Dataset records
☆ ☆ ☆ ☆
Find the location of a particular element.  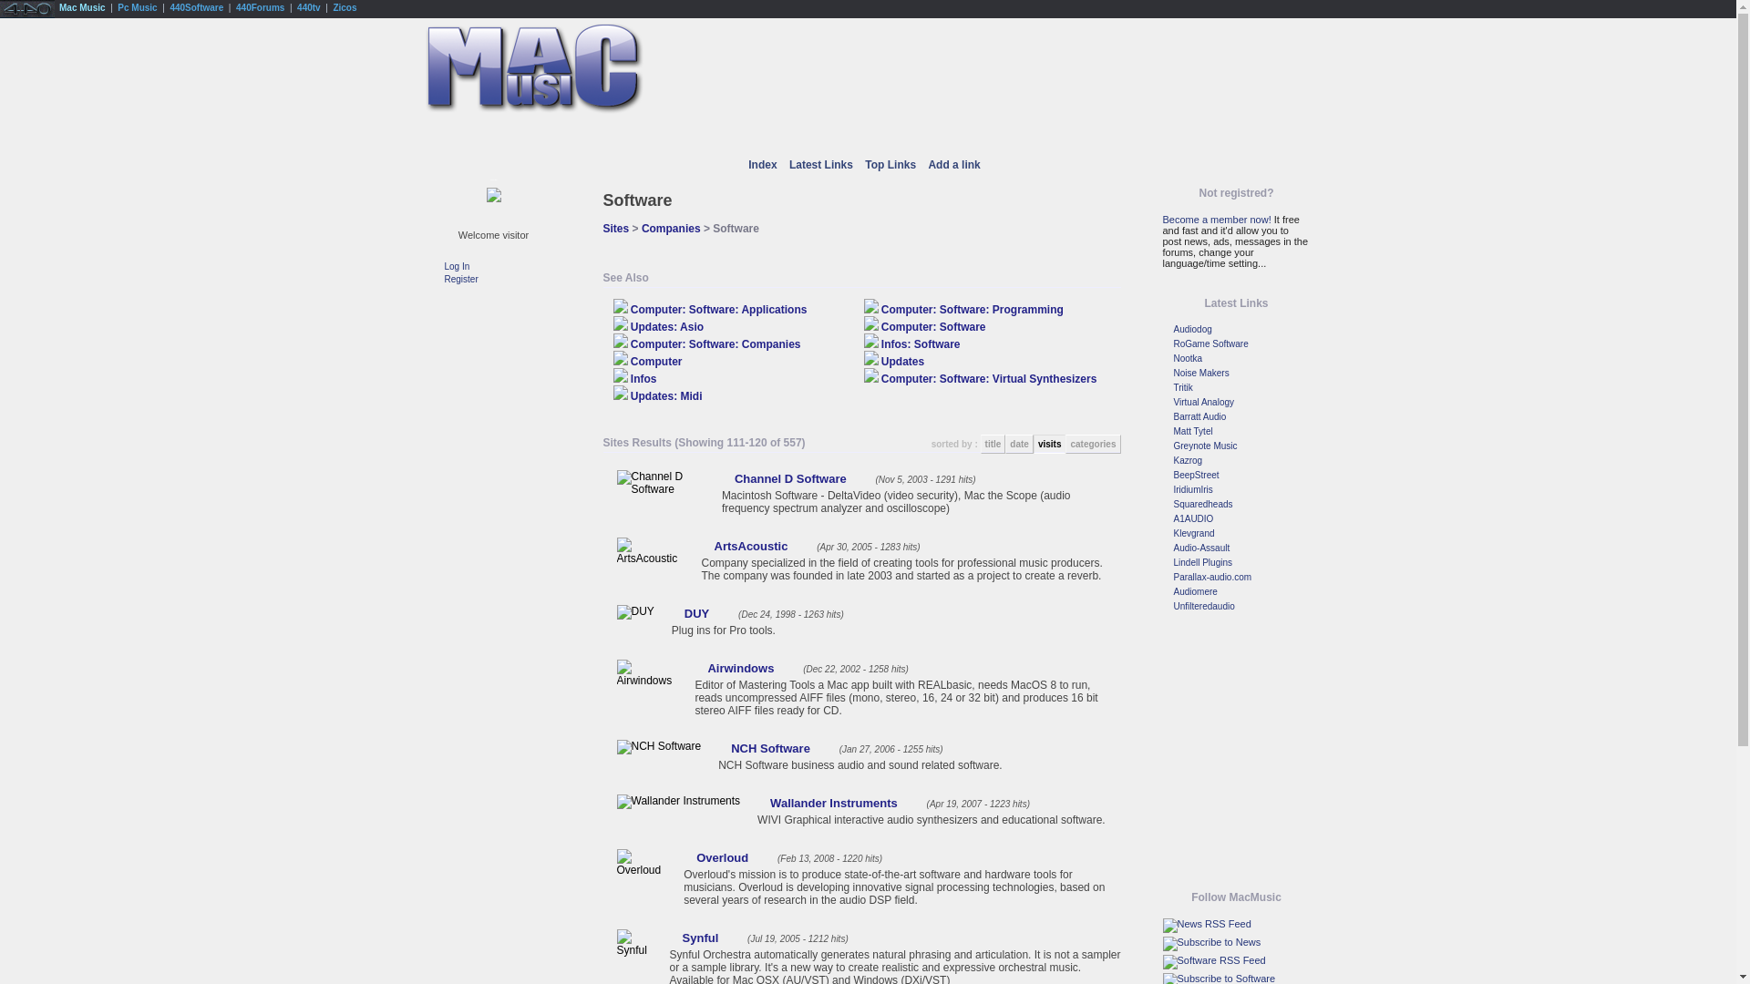

Zicos is located at coordinates (344, 7).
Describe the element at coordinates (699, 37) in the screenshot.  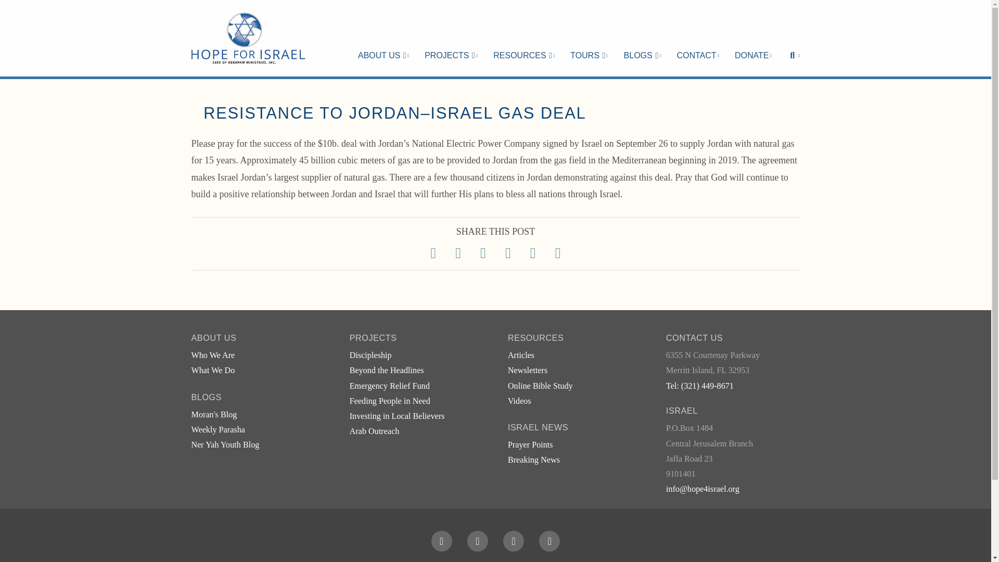
I see `CONTACT` at that location.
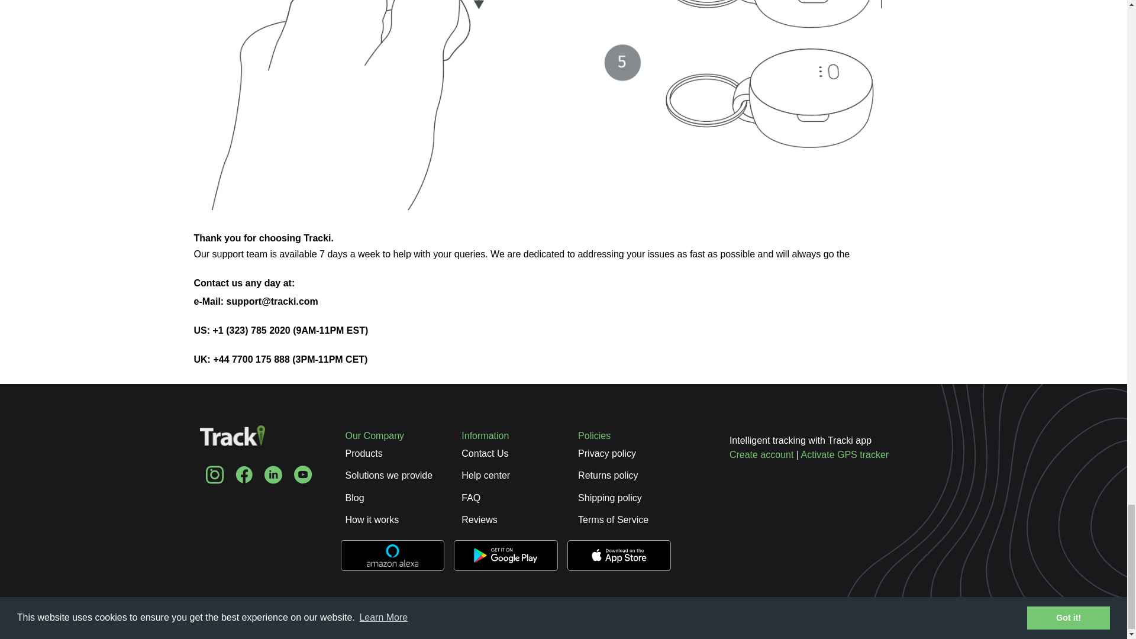 Image resolution: width=1136 pixels, height=639 pixels. I want to click on Reviews, so click(479, 520).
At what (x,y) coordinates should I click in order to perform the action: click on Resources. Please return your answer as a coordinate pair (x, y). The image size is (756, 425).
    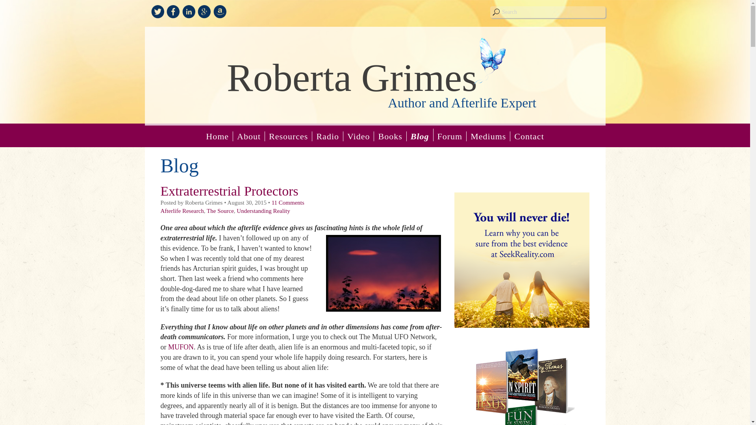
    Looking at the image, I should click on (288, 136).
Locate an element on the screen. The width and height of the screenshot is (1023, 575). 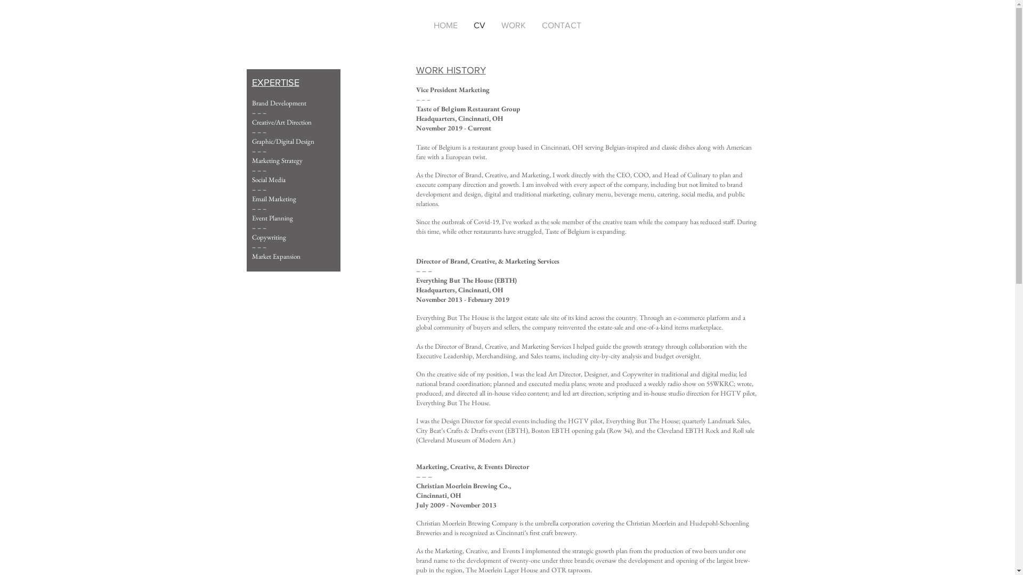
WORK is located at coordinates (514, 26).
☆ ☆ ☆ ☆
[TASK DESCRIPTION] Return only the lines from the line containing "Locate an element" through the last line of the records above, both ends included, exactly as written, leaving pictures out.

[REPLY TO THE TASK]
Locate an element on the screen. The width and height of the screenshot is (1023, 575). 
WORK is located at coordinates (514, 26).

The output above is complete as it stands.